Databases 23 min read

Why Uber Switched from Postgres to MySQL: Scaling Lessons from a Real‑World Migration

Uber’s engineering team explains how Postgres’s immutable rows, write‑ahead logging, and replication design caused write amplification, upgrade pain, and data‑corruption risks, leading them to adopt a MySQL‑based Schemaless sharding layer that offers better buffering, connection handling, and replication semantics for massive scale.

ITPUB
ITPUB
ITPUB
Why Uber Switched from Postgres to MySQL: Scaling Lessons from a Real‑World Migration

Background

Uber originally ran a Python backend that persisted data in PostgreSQL. As the platform grew into a micro‑service architecture, the team found PostgreSQL’s design increasingly inefficient and replaced it with a MySQL‑based sharding layer called Schemaless .

PostgreSQL limitations

Low write‑throughput due to immutable row storage.

Poor data‑replication efficiency.

Table corruption issues.

Inadequate MVCC support on replicas.

Complex and time‑consuming upgrade process.

Disk format and tuple model

PostgreSQL stores each row as an immutable tuple identified by a ctid, which encodes the physical disk offset. Updating a row creates a new tuple with a new ctid, leaving the old version on disk until vacuum cleans it. Indexes store ctid values, so any update to a row forces updates to every index that references the tuple.

Example: a simple users table with primary‑key, name, and birth‑year indexes shows how a change to birth_year generates four physical writes – the new tuple, the primary‑key index entry, the name index entry, and the birth‑year index entry – each of which is also recorded in the write‑ahead log (WAL).

Write‑ahead log and replication

WAL records every physical change. When a row is updated, PostgreSQL writes four WAL entries, which are streamed to replicas. This “replication amplification” can consume significant bandwidth, especially across data‑center links.

During a crash, PostgreSQL replays WAL to bring the database back to a consistent state. If a replica falls behind, it must apply the same WAL stream, which can delay read queries.

Data corruption and upgrade challenges

In PostgreSQL 9.2, a bug caused some replicas to apply WAL entries out of order, leaving duplicate rows with different ctid s. Detecting and fixing the corruption required manual resynchronisation of each replica.

Upgrading between major PostgreSQL versions required a multi‑step process: shut down the master, run pg_upgrade, restart, take a fresh snapshot, restore the snapshot to each replica, and then catch the replicas up. This procedure took many hours for large datasets and could not be repeated frequently.

Why MySQL (InnoDB) was a better fit

InnoDB also supports MVCC but stores secondary index entries as pointers to the primary‑key value rather than a physical ctid. A secondary‑index lookup therefore performs two logical steps: find the primary key, then fetch the row. This design reduces the amount of data that must be rewritten on updates, because only the indexes that actually contain the changed column need to be modified.

InnoDB’s buffer pool is a user‑space LRU cache that avoids kernel‑space context switches, leading to lower latency than PostgreSQL’s reliance on the OS page cache.

MySQL uses a thread‑per‑connection model, which scales to tens of thousands of concurrent connections with modest overhead, whereas PostgreSQL spawns a separate process per connection, incurring higher memory and IPC costs.

MySQL replication operates at the logical statement or row level, producing compact binary logs that do not contain physical disk offsets. This results in smaller replication traffic and allows replicas to maintain true MVCC semantics, so read queries are not blocked by WAL replay.

Migration outcome

After migrating most of their workloads to MySQL (via Schemaless) and using NoSQL stores like Cassandra for special cases, Uber found the new stack far more resilient to growth, bandwidth constraints, and upgrade cycles. The team plans to share further advanced MySQL use‑cases in future posts.

Original Source

Signed-in readers can open the original source through BestHub's protected redirect.

Sign in to view source
Republication Notice

This article has been distilled and summarized from source material, then republished for learning and reference. If you believe it infringes your rights, please contactadmin@besthub.devand we will review it promptly.

mysqlReplicationPostgreSQLdatabase migrationUberWrite Amplification
ITPUB
Written by

ITPUB

Official ITPUB account sharing technical insights, community news, and exciting events.

0 followers
Reader feedback

How this landed with the community

Sign in to like

Rate this article

Was this worth your time?

Sign in to rate
Discussion

0 Comments

Thoughtful readers leave field notes, pushback, and hard-won operational detail here.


- [YOUR TASK] Exact copy, pictures excluded: please retype every record below.

- [EXTRACTED RECORDS]
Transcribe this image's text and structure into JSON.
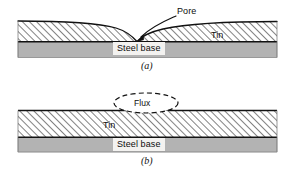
{
  "figure": {
    "panels": [
      {
        "id": "panel-a",
        "caption": "(a)",
        "description": "Tin coating over steel base with a pore forming a V-shaped void down to the steel base",
        "labels": {
          "pore": "Pore",
          "tin": "Tin",
          "steel_base": "Steel base"
        }
      },
      {
        "id": "panel-b",
        "caption": "(b)",
        "description": "Tin coating over steel base with a flux bubble trapped at the surface",
        "labels": {
          "flux": "Flux",
          "tin": "Tin",
          "steel_base": "Steel base"
        }
      }
    ],
    "colors": {
      "steel_base_fill": "#b3b3b3",
      "tin_hatch_line": "#4a4a4a",
      "tin_fill": "#ffffff",
      "outline": "#111111",
      "label_box_fill": "#f3f2f0",
      "background": "#ffffff"
    },
    "icon_names": {
      "pore_pointer": "curved-arrow-icon",
      "flux_bubble": "dashed-ellipse-icon",
      "hatch_pattern": "diagonal-hatch-icon"
    }
  }
}
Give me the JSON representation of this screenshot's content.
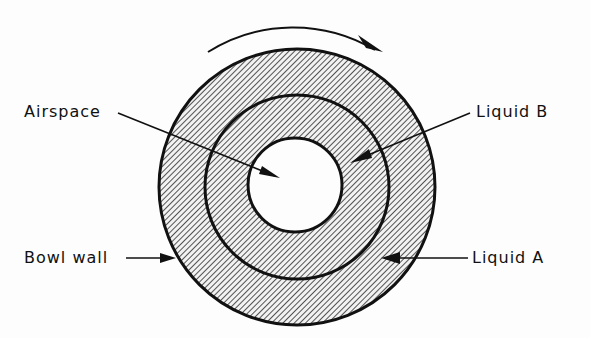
{
  "diagram": {
    "title": "",
    "labels": {
      "airspace": "Airspace",
      "liquid_b": "Liquid B",
      "bowl_wall": "Bowl wall",
      "liquid_a": "Liquid A"
    },
    "rotation_direction": "clockwise",
    "regions": [
      {
        "name": "Airspace",
        "role": "innermost empty region"
      },
      {
        "name": "Liquid B",
        "role": "inner liquid ring"
      },
      {
        "name": "Liquid A",
        "role": "outer liquid ring"
      },
      {
        "name": "Bowl wall",
        "role": "outer boundary"
      }
    ],
    "colors": {
      "ink": "#111111",
      "hatch": "#2a2a2a",
      "background": "#fdfdfd"
    }
  }
}
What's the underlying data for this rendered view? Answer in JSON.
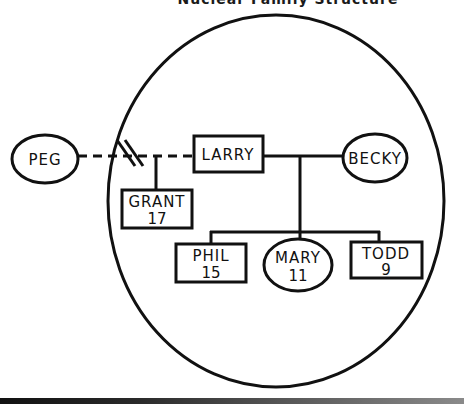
{
  "diagram": {
    "title": "Nuclear Family Structure",
    "type": "genogram",
    "colors": {
      "stroke": "#111111",
      "background": "#ffffff"
    },
    "household_boundary": {
      "shape": "ellipse",
      "description": "circle enclosing the current household"
    },
    "people": [
      {
        "id": "peg",
        "name": "PEG",
        "age": "",
        "shape": "ellipse",
        "sex": "female",
        "in_household": false
      },
      {
        "id": "larry",
        "name": "LARRY",
        "age": "",
        "shape": "rectangle",
        "sex": "male",
        "in_household": true
      },
      {
        "id": "becky",
        "name": "BECKY",
        "age": "",
        "shape": "ellipse",
        "sex": "female",
        "in_household": true
      },
      {
        "id": "grant",
        "name": "GRANT",
        "age": "17",
        "shape": "rectangle",
        "sex": "male",
        "in_household": true
      },
      {
        "id": "phil",
        "name": "PHIL",
        "age": "15",
        "shape": "rectangle",
        "sex": "male",
        "in_household": true
      },
      {
        "id": "mary",
        "name": "MARY",
        "age": "11",
        "shape": "ellipse",
        "sex": "female",
        "in_household": true
      },
      {
        "id": "todd",
        "name": "TODD",
        "age": "9",
        "shape": "rectangle",
        "sex": "male",
        "in_household": true
      }
    ],
    "relationships": [
      {
        "from": "peg",
        "to": "larry",
        "type": "divorced",
        "line": "dashed",
        "marker": "double-slash"
      },
      {
        "from": "larry",
        "to": "becky",
        "type": "married",
        "line": "solid"
      },
      {
        "parents": [
          "peg",
          "larry"
        ],
        "children": [
          "grant"
        ]
      },
      {
        "parents": [
          "larry",
          "becky"
        ],
        "children": [
          "phil",
          "mary",
          "todd"
        ]
      }
    ]
  }
}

- [REPLY TO THE TASK]
Transcribe this image's text and structure into JSON.
{
  "figure": {
    "panels": [
      {
        "id": "panel-a",
        "caption": "(a)",
        "description": "Tin coating over steel base with a pore forming a V-shaped void down to the steel base",
        "labels": {
          "pore": "Pore",
          "tin": "Tin",
          "steel_base": "Steel base"
        }
      },
      {
        "id": "panel-b",
        "caption": "(b)",
        "description": "Tin coating over steel base with a flux bubble trapped at the surface",
        "labels": {
          "flux": "Flux",
          "tin": "Tin",
          "steel_base": "Steel base"
        }
      }
    ],
    "colors": {
      "steel_base_fill": "#b3b3b3",
      "tin_hatch_line": "#4a4a4a",
      "tin_fill": "#ffffff",
      "outline": "#111111",
      "label_box_fill": "#f3f2f0",
      "background": "#ffffff"
    },
    "icon_names": {
      "pore_pointer": "curved-arrow-icon",
      "flux_bubble": "dashed-ellipse-icon",
      "hatch_pattern": "diagonal-hatch-icon"
    }
  }
}
Give me the JSON representation of this screenshot's content.
{
  "diagram": {
    "title": "",
    "labels": {
      "airspace": "Airspace",
      "liquid_b": "Liquid B",
      "bowl_wall": "Bowl wall",
      "liquid_a": "Liquid A"
    },
    "rotation_direction": "clockwise",
    "regions": [
      {
        "name": "Airspace",
        "role": "innermost empty region"
      },
      {
        "name": "Liquid B",
        "role": "inner liquid ring"
      },
      {
        "name": "Liquid A",
        "role": "outer liquid ring"
      },
      {
        "name": "Bowl wall",
        "role": "outer boundary"
      }
    ],
    "colors": {
      "ink": "#111111",
      "hatch": "#2a2a2a",
      "background": "#fdfdfd"
    }
  }
}
What's the underlying data for this rendered view? Answer in JSON.
{
  "diagram": {
    "title": "Nuclear Family Structure",
    "type": "genogram",
    "colors": {
      "stroke": "#111111",
      "background": "#ffffff"
    },
    "household_boundary": {
      "shape": "ellipse",
      "description": "circle enclosing the current household"
    },
    "people": [
      {
        "id": "peg",
        "name": "PEG",
        "age": "",
        "shape": "ellipse",
        "sex": "female",
        "in_household": false
      },
      {
        "id": "larry",
        "name": "LARRY",
        "age": "",
        "shape": "rectangle",
        "sex": "male",
        "in_household": true
      },
      {
        "id": "becky",
        "name": "BECKY",
        "age": "",
        "shape": "ellipse",
        "sex": "female",
        "in_household": true
      },
      {
        "id": "grant",
        "name": "GRANT",
        "age": "17",
        "shape": "rectangle",
        "sex": "male",
        "in_household": true
      },
      {
        "id": "phil",
        "name": "PHIL",
        "age": "15",
        "shape": "rectangle",
        "sex": "male",
        "in_household": true
      },
      {
        "id": "mary",
        "name": "MARY",
        "age": "11",
        "shape": "ellipse",
        "sex": "female",
        "in_household": true
      },
      {
        "id": "todd",
        "name": "TODD",
        "age": "9",
        "shape": "rectangle",
        "sex": "male",
        "in_household": true
      }
    ],
    "relationships": [
      {
        "from": "peg",
        "to": "larry",
        "type": "divorced",
        "line": "dashed",
        "marker": "double-slash"
      },
      {
        "from": "larry",
        "to": "becky",
        "type": "married",
        "line": "solid"
      },
      {
        "parents": [
          "peg",
          "larry"
        ],
        "children": [
          "grant"
        ]
      },
      {
        "parents": [
          "larry",
          "becky"
        ],
        "children": [
          "phil",
          "mary",
          "todd"
        ]
      }
    ]
  }
}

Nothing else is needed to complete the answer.